Late last year FotoZA, a gallery in the Mall of Rosebank in Johannesburg dedicated to photographic fine art, presented DriftArt by Markus Wörsdörfer – a fascinating exhibition formed from early morning walks on a beautiful tropical beach in Zanzibar.
DriftArt looked at what happens when a piece of clothing washes ashore. When the sun, sand, wind and water, the ebb and flow starts to play with it. Shaping it, moving it around, washing it, tearing it, bleaching it.
When man meets nature. When we keep our eyes open to even the smallest detail and let our imagination have free reign. Look from a distance or go in close, we all might see something different and our mind plays tricks on us.
DriftArt was accompanied by an extensive interview with Wörsdörfer by Fujifilm South Africa for their podcast series SOOC Straight Out Of Camera, which gave special background information. ‘I was fascinated with nature at first. I did a lot of travelling in South Africa and that’s how my interest in photography grew. I bought my first camera, which was not a Fuji, but that was a long time ago, and that’s how I started. I did a couple of courses in photography, both in South Africa and abroad in Germany, and I started exhibiting in Germany. I photographed architecture, which I exhibited in Düsseldorf, Germany. But I don’t have a fixed subject; I like to explore all genres of photography. I don’t like to be put in a box; I’ve done various other things. I did a photo shoot with Fujifilm a couple of years ago on a completely different subject – nude photography – which we did for the World Cup in 2014 and that was very successful I think, and it was well appreciated. I like to do different things, so I change it all the time.’
Are there certain similarities between his profession as a watchmaker and photography? ‘To me it is similar. I think what watchmaking has brought to me in photography is a very detailed approach. I like a lot of detail in my photographs, so especially with DriftArt, it’s well worth seeing – you can stand at a distance and look at it and you’ll see something and then when you move very close, you can see all of the beautiful details, the sand, the textiles, all the fabrics, and I think it is there that watchmaking has helped me a lot.’
Wörsdörfer explains that DriftArt came about during a holiday in Zanzibar. ‘I was actually just enjoying the beach and walking around and taking images of the fishermen going out to sea when I came across a piece of fabric sticking out of the sand. I started looking at it and walked around it, and looked at it from all sides and suddenly I saw a fish in it and that’s how it started. it’s all about fabrics that have been washed up onto the beach and where the tides flow, sun, sand, wind and water has shaped it around and turned it into real pieces of art.
‘Zanzibar is an awesome place and you can easily overlook the details that are around you, it has so many beautiful places and it wasn’t easy to find these items. They’re not just lying around, so… I started looking for them.’
How did Wörsdörfer go from seeing at first a piece of fabric in the sand to creating this exhibition? How did he go about distilling a thought process into a creative process, especially given that though these works are very distinctly his, there is still a commonality in the way that we see the things around us? Wörsdörfer compared it to looking into the clouds ‘you know when we grew up, we used to lie on our backs and look at the sky and we saw all sorts of things appear in the sky like dogs and Mickey Mouse and that is what happened to me when I was walking on the beach. Suddenly, these items of clothing and textiles appeared to me as more than just pieces of clothing – they suddenly had an identity. There was a howling wolf; there was a couple dancing.’
DriftArt allows everybody to see something else in the images. ‘I deliberately left the images on exhibition without titles so that whoever came to see it could use their own imagination to see something different. We don’t need to agree what we see; it’s all up to the imagination of the onlooker.’
The photographs are for sale at FotoZA and Wörsdörfer has taken great care in the framing process to ensure that the images are the centre of focus and not the frames. For him, the transition from a snap or a straight photograph to fine art is that an image needs to be printed to be fine art. When it’s on Instagram or a social media page, it doesn’t have the same feel to him. For Wörsdörfer, only a print can show the real textures and fine nuances of a photograph and any subject to him can be a fine art photograph if it’s appreciated.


**WHAT IS NEEDED:** If an entry below holds a picture, leave the picture out and print the rest exactly.

**ENTRIES SHOWN:**
+-------+

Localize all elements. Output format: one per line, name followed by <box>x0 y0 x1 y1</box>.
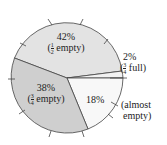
label-2-pct: 2% <box>120 51 146 62</box>
label-42: 42% (12 empty) <box>43 31 89 55</box>
label-18-note-line1: (almost <box>121 99 151 110</box>
label-38: 38% (34 empty) <box>21 82 71 106</box>
label-2-note: (34 full) <box>120 62 146 75</box>
label-42-pct: 42% <box>43 31 89 42</box>
label-2: 2% (34 full) <box>120 51 146 75</box>
label-18-note: (almost empty) <box>121 99 151 121</box>
label-18-pct: 18% <box>86 94 104 105</box>
label-38-pct: 38% <box>21 82 71 93</box>
label-38-note: (34 empty) <box>21 93 71 106</box>
label-42-note: (12 empty) <box>43 42 89 55</box>
label-18-note-line2: empty) <box>121 110 151 121</box>
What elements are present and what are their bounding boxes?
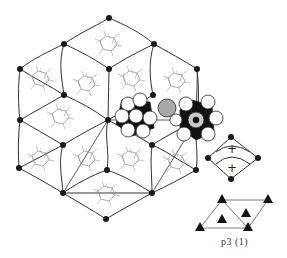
plus-sign-bottom: +	[227, 162, 237, 174]
symmetry-caption: p3 (1)	[221, 236, 248, 247]
plus-sign-top: +	[227, 143, 237, 155]
space-filling-molecule-right	[170, 95, 223, 141]
p3-symmetry-diagram	[195, 194, 273, 231]
space-filling-molecule-left	[115, 93, 176, 138]
crystal-packing-diagram	[0, 0, 287, 258]
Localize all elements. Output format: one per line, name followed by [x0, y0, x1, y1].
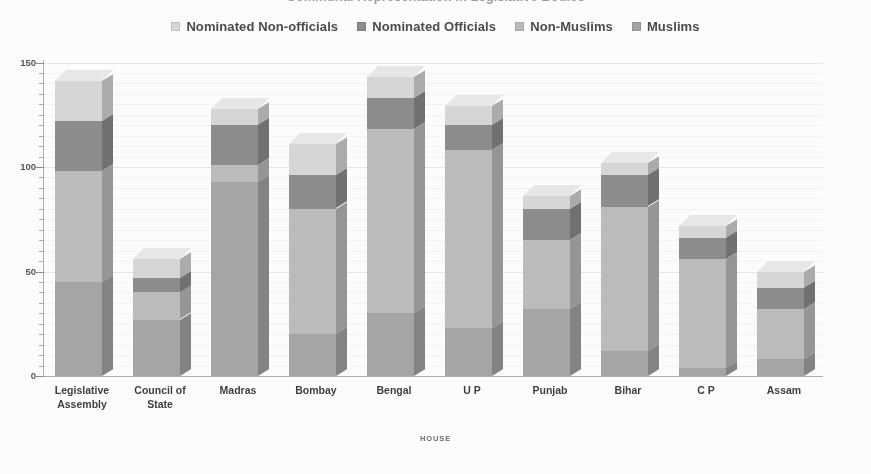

+-------+

**RESULT OF THE EXERCISE:**
Localize all elements. Output format: one per line, name followed by <box>x0 y0 x1 y1</box>.
label-2-pct: 2% <box>120 51 146 62</box>
label-42: 42% (12 empty) <box>43 31 89 55</box>
label-18-note-line1: (almost <box>121 99 151 110</box>
label-38: 38% (34 empty) <box>21 82 71 106</box>
label-2-note: (34 full) <box>120 62 146 75</box>
label-42-pct: 42% <box>43 31 89 42</box>
label-2: 2% (34 full) <box>120 51 146 75</box>
label-18-note: (almost empty) <box>121 99 151 121</box>
label-18-pct: 18% <box>86 94 104 105</box>
label-38-pct: 38% <box>21 82 71 93</box>
label-38-note: (34 empty) <box>21 93 71 106</box>
label-42-note: (12 empty) <box>43 42 89 55</box>
label-18-note-line2: empty) <box>121 110 151 121</box>
What elements are present and what are their bounding boxes?
plus-sign-bottom: +	[227, 162, 237, 174]
symmetry-caption: p3 (1)	[221, 236, 248, 247]
plus-sign-top: +	[227, 143, 237, 155]
space-filling-molecule-right	[170, 95, 223, 141]
p3-symmetry-diagram	[195, 194, 273, 231]
space-filling-molecule-left	[115, 93, 176, 138]
crystal-packing-diagram	[0, 0, 287, 258]
Localize all elements. Output format: one per line, name followed by [x0, y0, x1, y1].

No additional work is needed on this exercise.